We are targeting distributed teams which include fully remote workers, hybrid workers, and global teams (e.g. working in different offices). By 2025, we expect that 450 million employees will work at least 2 days per week remotely.
What’s your business model?
We will be launching our premium subscription next year which we will sell to businesses (B2C2B model).
What are your post-COVID office plans??
We are a remote-first company but we will open a small office in London so the team can meet for workshops, group work, and socials of course.
What was the funding process like?
The funding process is always very time-consuming, so it shifted our focus away from the product. But we can’t wait to get back to developing a product our users love.
What are the biggest challenges that you faced while raising capital?
The main challenge at this stage for us was to find the perfect partners with experience in B2B SaaS but also with a passion for the remote space.
What factors about your business led your investors to write the check?
Team, market, product, traction in that order. Like many early-stage companies, what usually matters most for seed investors, is the team. That’s why we made sure to have the right founding team with experience building products for millions of users, and the right advisors by our side. This helped us build a product our users love and use every day.
What are the milestones you plan to achieve in the next six months?
In the next six months, in addition to new activities, we are planning to integrate our solution within team’s workplaces (Slack, Teams, Zoom, etc…).

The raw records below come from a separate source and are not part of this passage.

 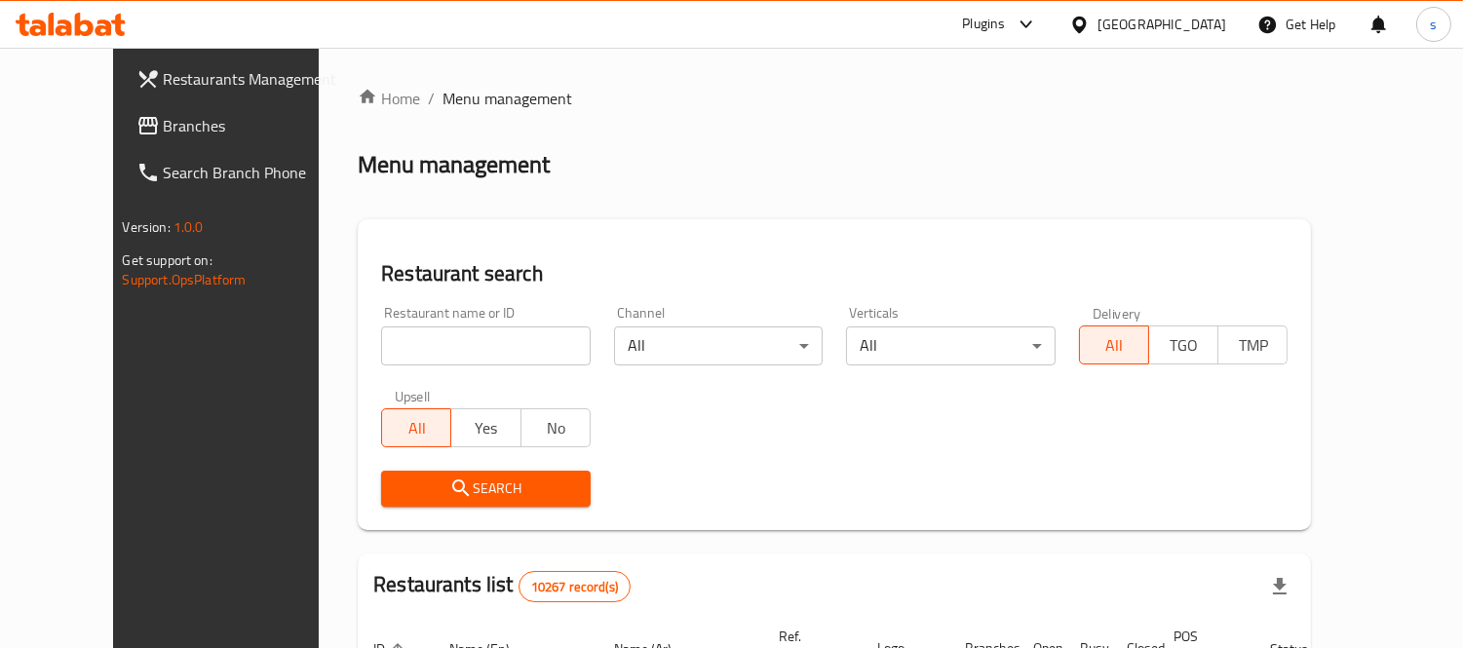 What do you see at coordinates (239, 126) in the screenshot?
I see `a: Branches` at bounding box center [239, 126].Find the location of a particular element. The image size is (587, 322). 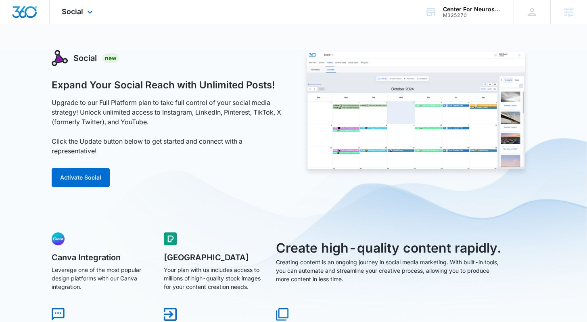

p: Your plan with us includes access to millions of high-quality stock images for your content creat... is located at coordinates (214, 278).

The goal is to ensure we provide a smooth experience for our users so that they can connect with their teammates seamlessly (and asynchronously!).
What advice can you offer companies in London that do not have a fresh injection of capital in the bank?
Fundraising isn’t a goal by itself, it’s only one way to scale your company. Many successful companies never raised a single dollar and bootstrapped their business to millions in ARR. In our example, fundraising made sense but not from the start. We actually bootstrapped our activity before starting to look for investment. Even if this approach took a bit longer, it enabled us to focus on the product development, reiterating constantly, and proving further traction. This was critical in the success of our fundraising.
Where do you see the company going now over the near term?
In the near term, we want to become the go-to app for the social life of distributed teams. The objective is to transform remote relationships at work. We strongly believe that it’s not because you are physically apart that you can’t be virtually together.
What’s your favourite outdoor activity in London?
That would have to be a Sunday morning bike ride in Richmond Park.